The changes in auction sizes: In the May-July quarter, Treasury said it intends to increase auction sizes for 2-year, 3-year and 5-year note auctions by $2 billion per month. It will increase the auction size of the 7-year note TMUBMUSD07Y, 0.574% by $3 billion per month over the next 3 months. The size of the 7-year note will increase by $9 billion by the end of July. It will increase both new and reopened 10-year note auctions by $5 billion and the 30-year new and reopened 30-year bond auctions by $3 billion.

Treasury also will sell $20 billion of 20-year bonds in the initial auction on May 20. It will reopen the 20-year bond in both June and July in amounts of $17 billion each. The 2-year floating-rate note will be increased to $24 billion by July.

The department also set weekly issuance of cash management bills.

New issuance: Treasury said it continues to explore a floating rate note indexed to the Secured Overnight Financing Rate or SOFR.

Big picture: The cost of protecting the economy from the coronavirus pandemic is steep and will bring the federal debt to levels not seen since World War II.

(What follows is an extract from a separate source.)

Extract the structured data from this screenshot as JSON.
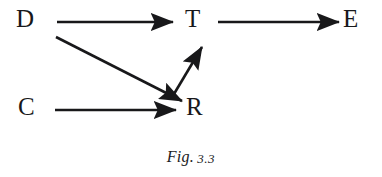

The Fed is easing the burden somewhat, having bought roughly $1.3 trillion of Treasurys since mid-March. The Congressional Budget Office has forecast the federal budget deficit is projected to be $3.7 trillion for fiscal year 2020.

Market reaction: Longer-dated bond yields rose sharply, surprised by the size of the 20-year bond, which was much larger than around $14 billion estimated.